What is expected
What you write must match the records exactly, except for the images, which are left out.

Collected data entries
▬▬▬
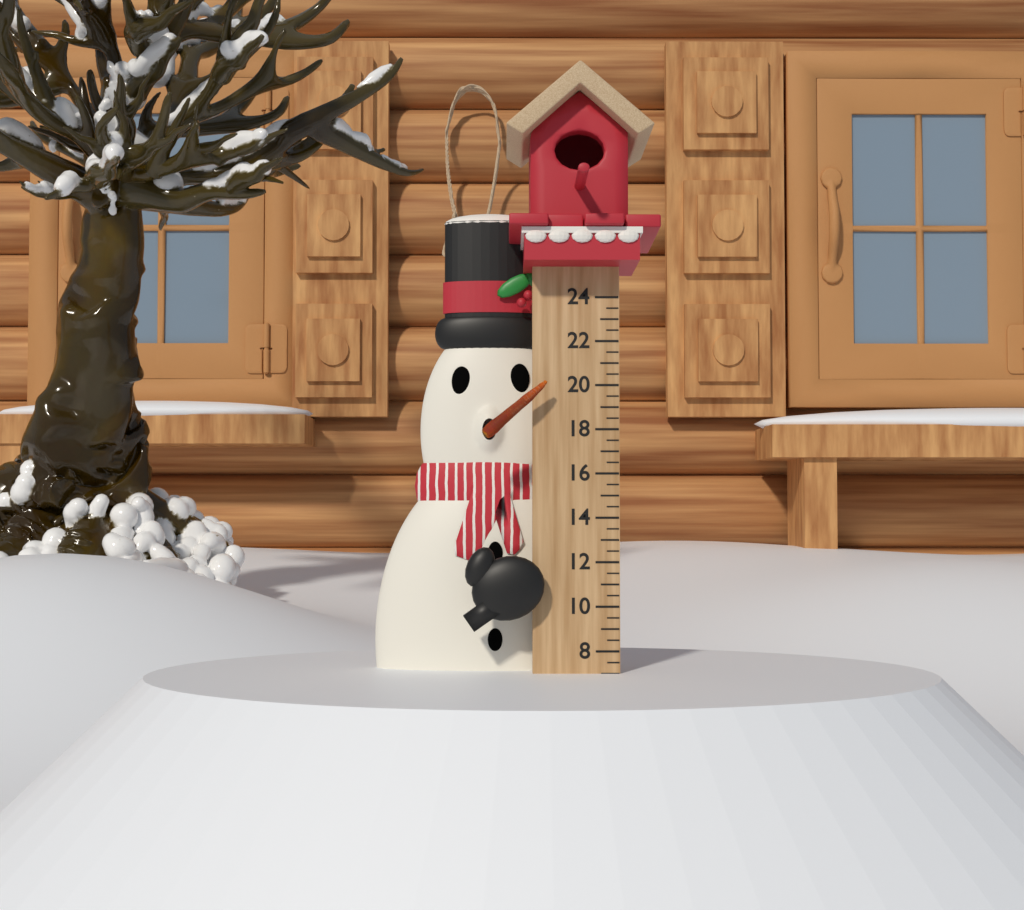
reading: 7.0 (no unit)
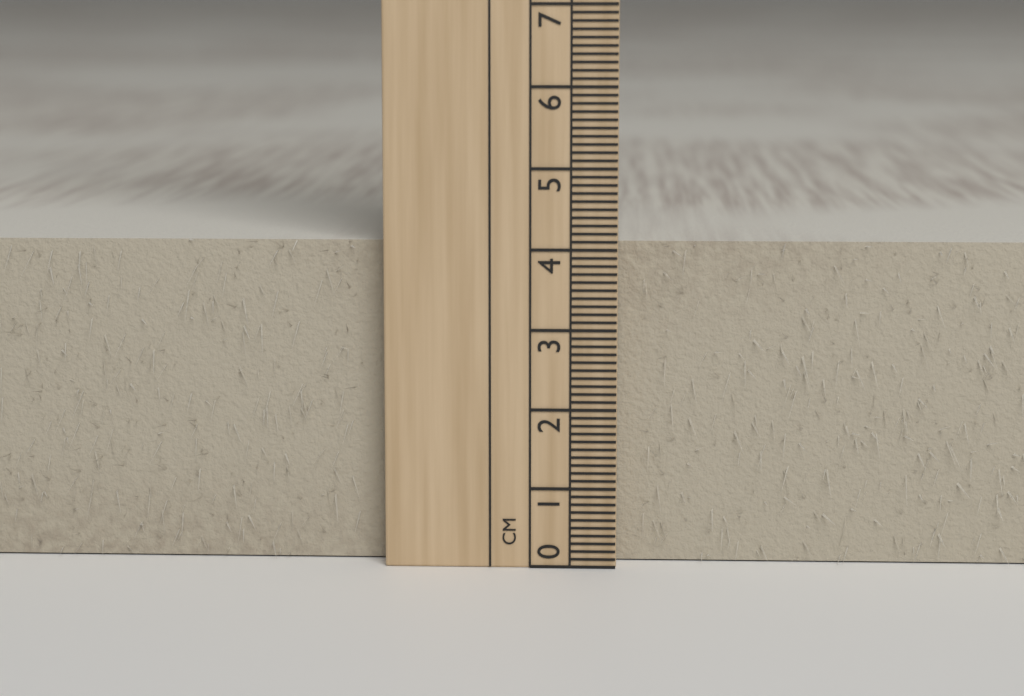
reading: 4.1 cm
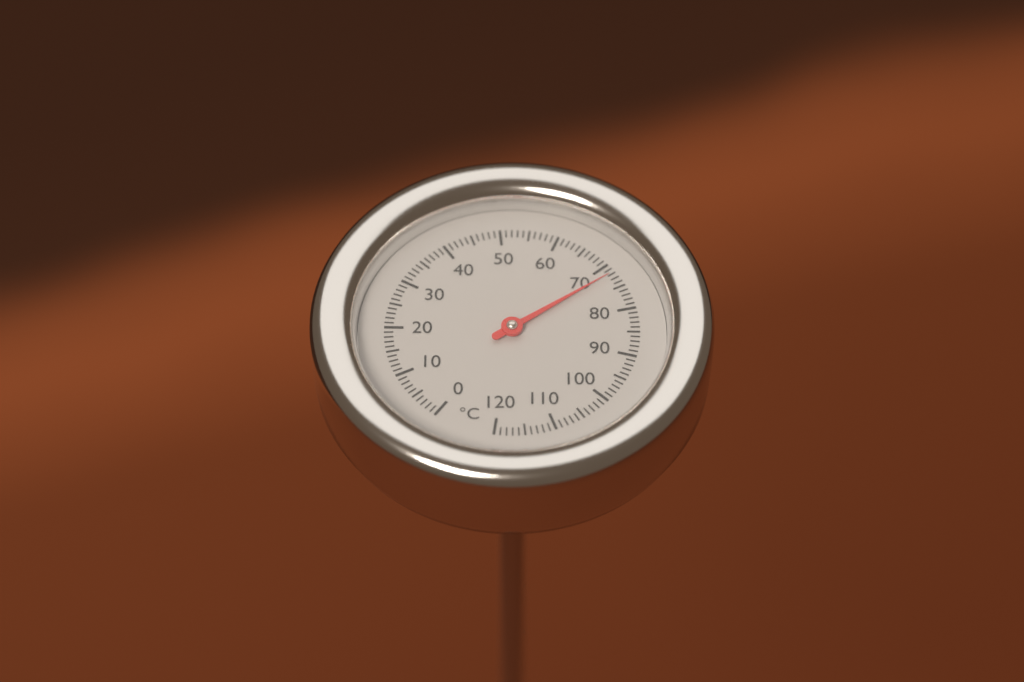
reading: 72 °C
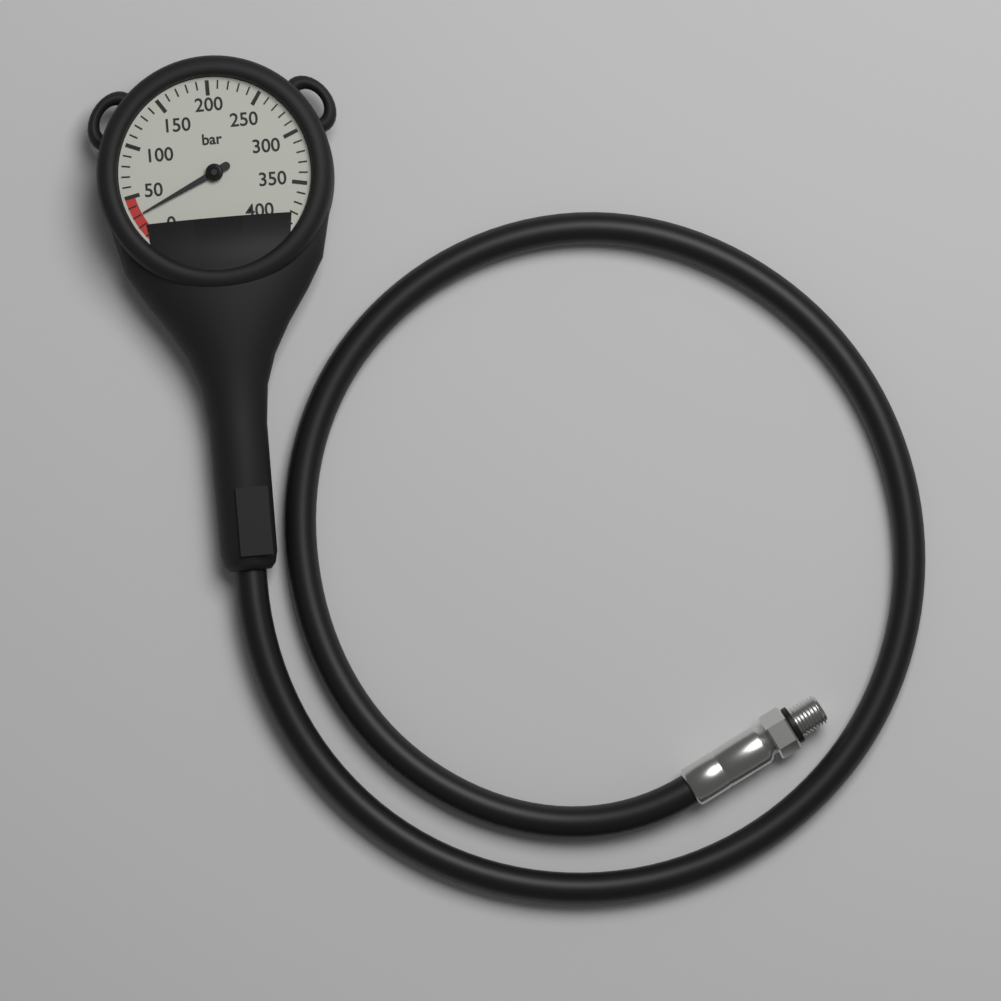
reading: 30 bar
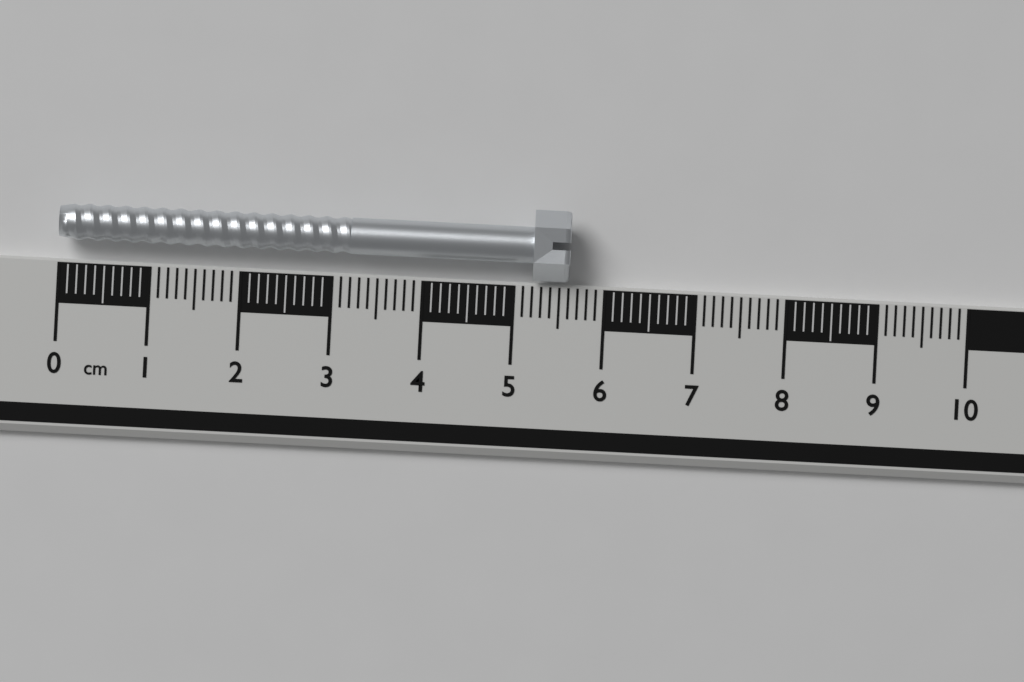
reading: 5.6 cm
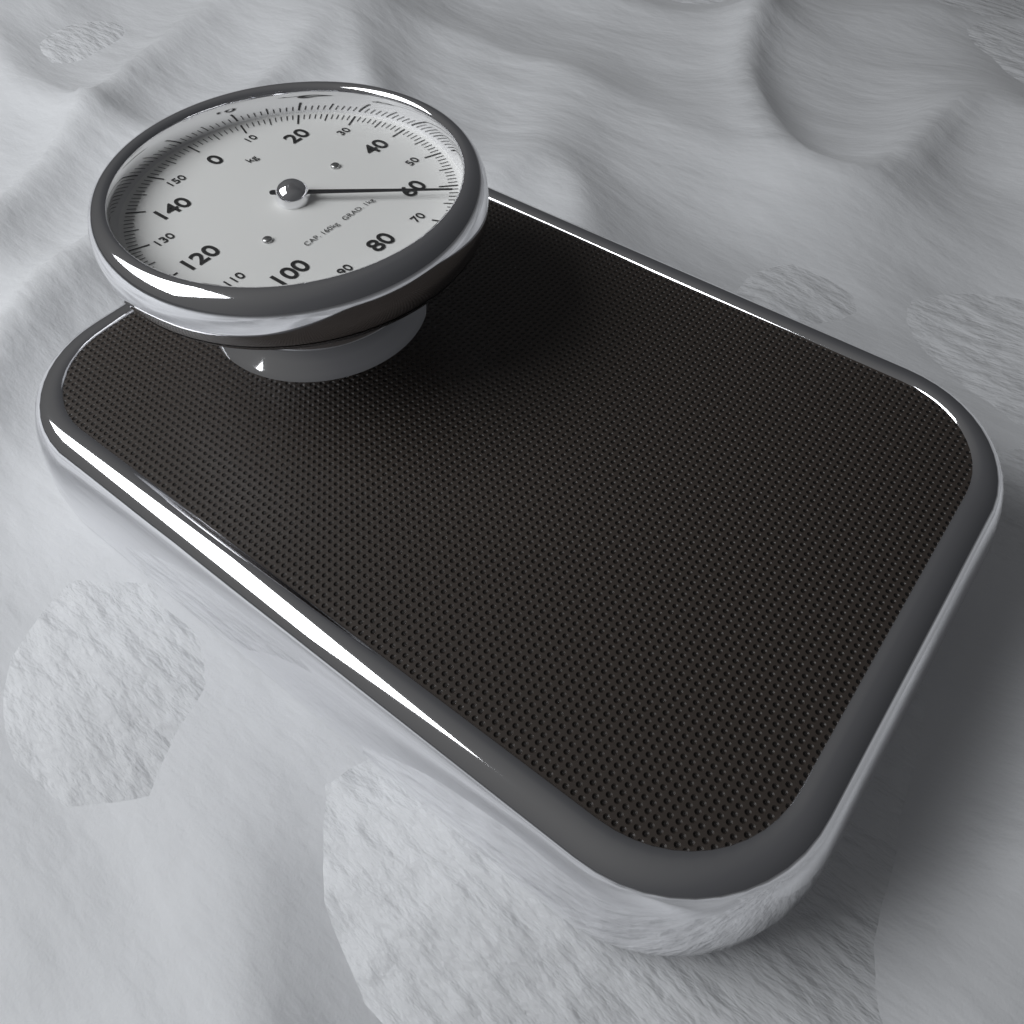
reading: 63 kg
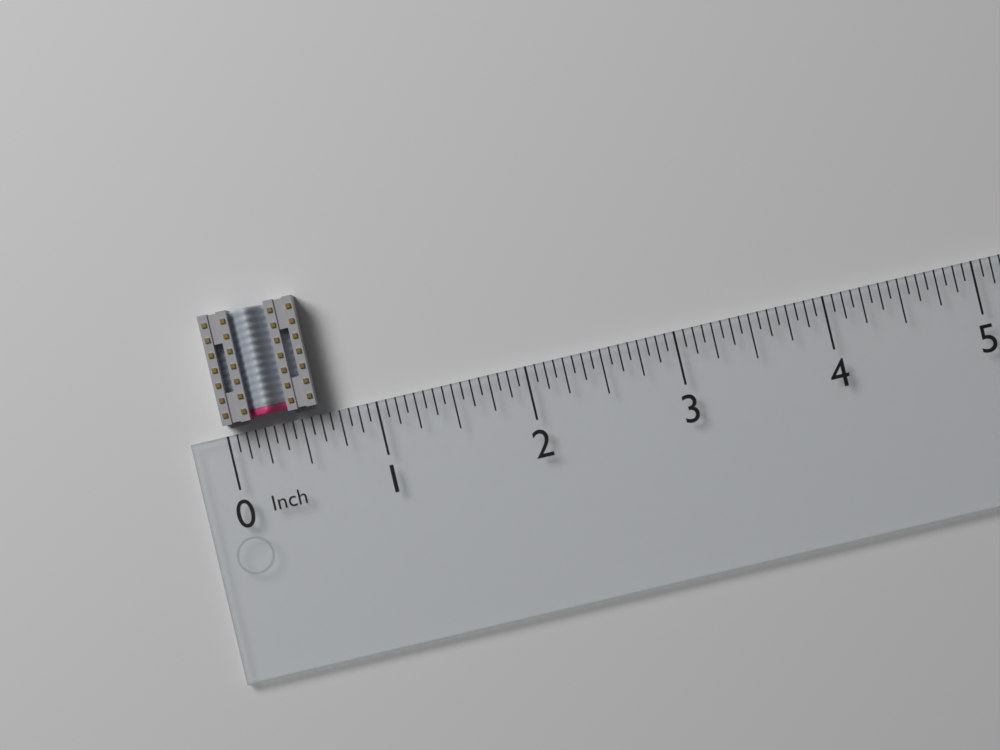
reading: 0.6250 in
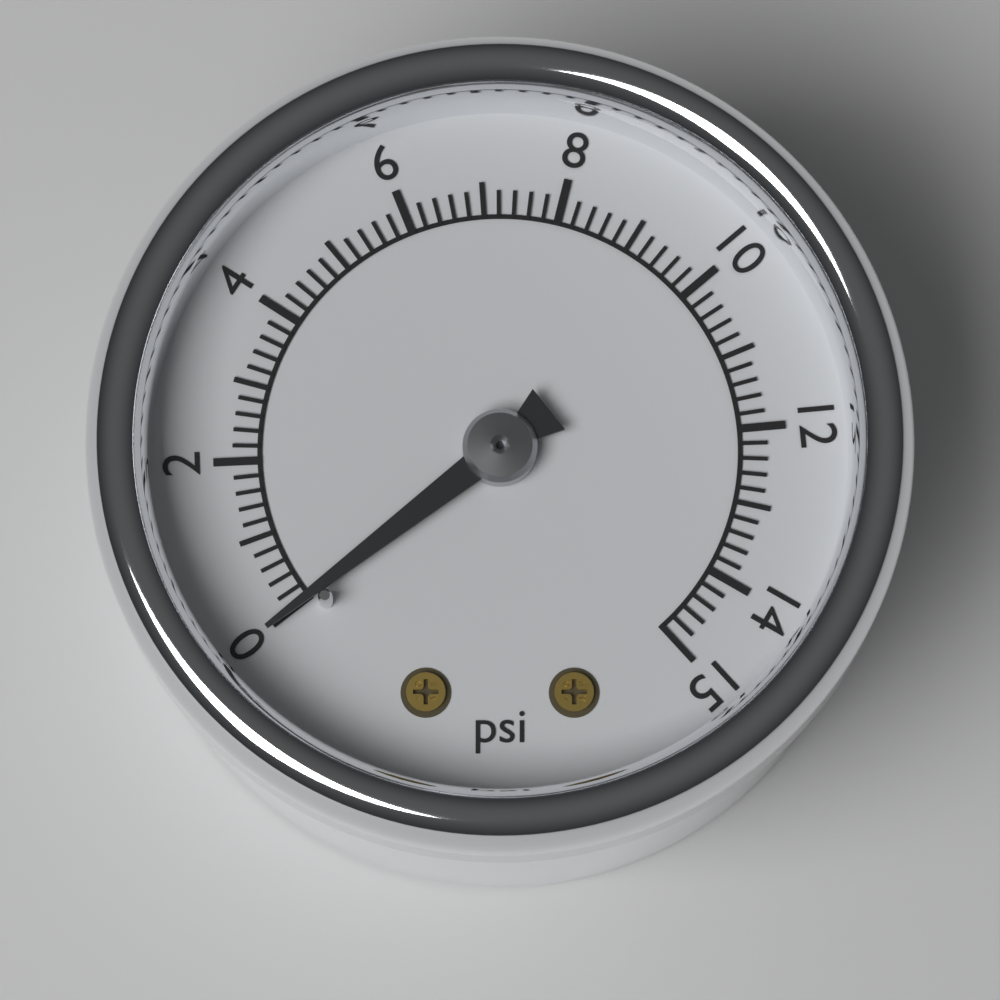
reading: 0.0 psi
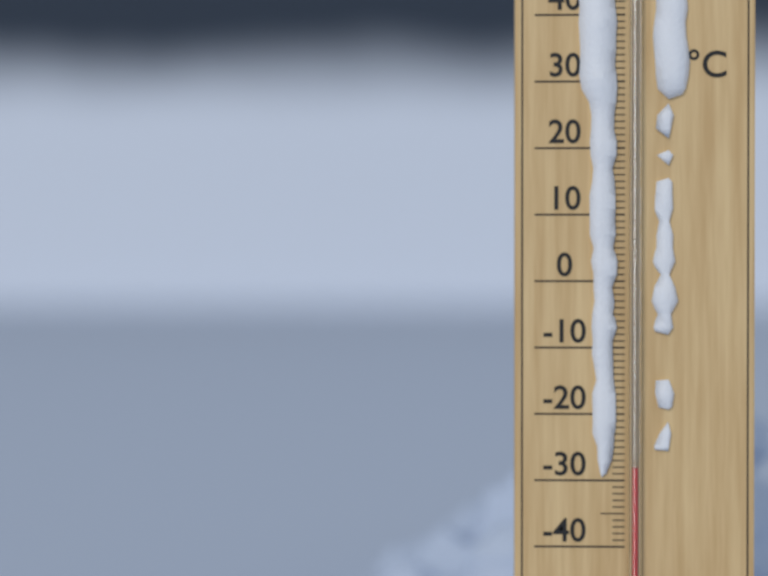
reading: -28 °C
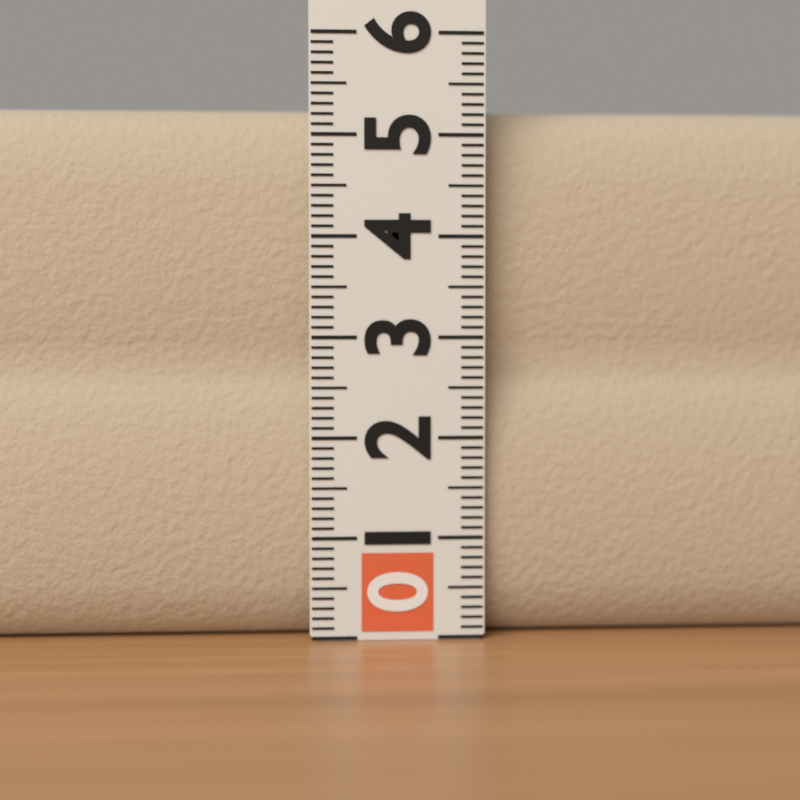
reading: 5.3 (no unit)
▬▬▬
Answer to this exercise
reading: 7.0 (no unit)
reading: 4.1 cm
reading: 72 °C
reading: 30 bar
reading: 5.6 cm
reading: 63 kg
reading: 0.6250 in
reading: 0.0 psi
reading: -28 °C
reading: 5.3 (no unit)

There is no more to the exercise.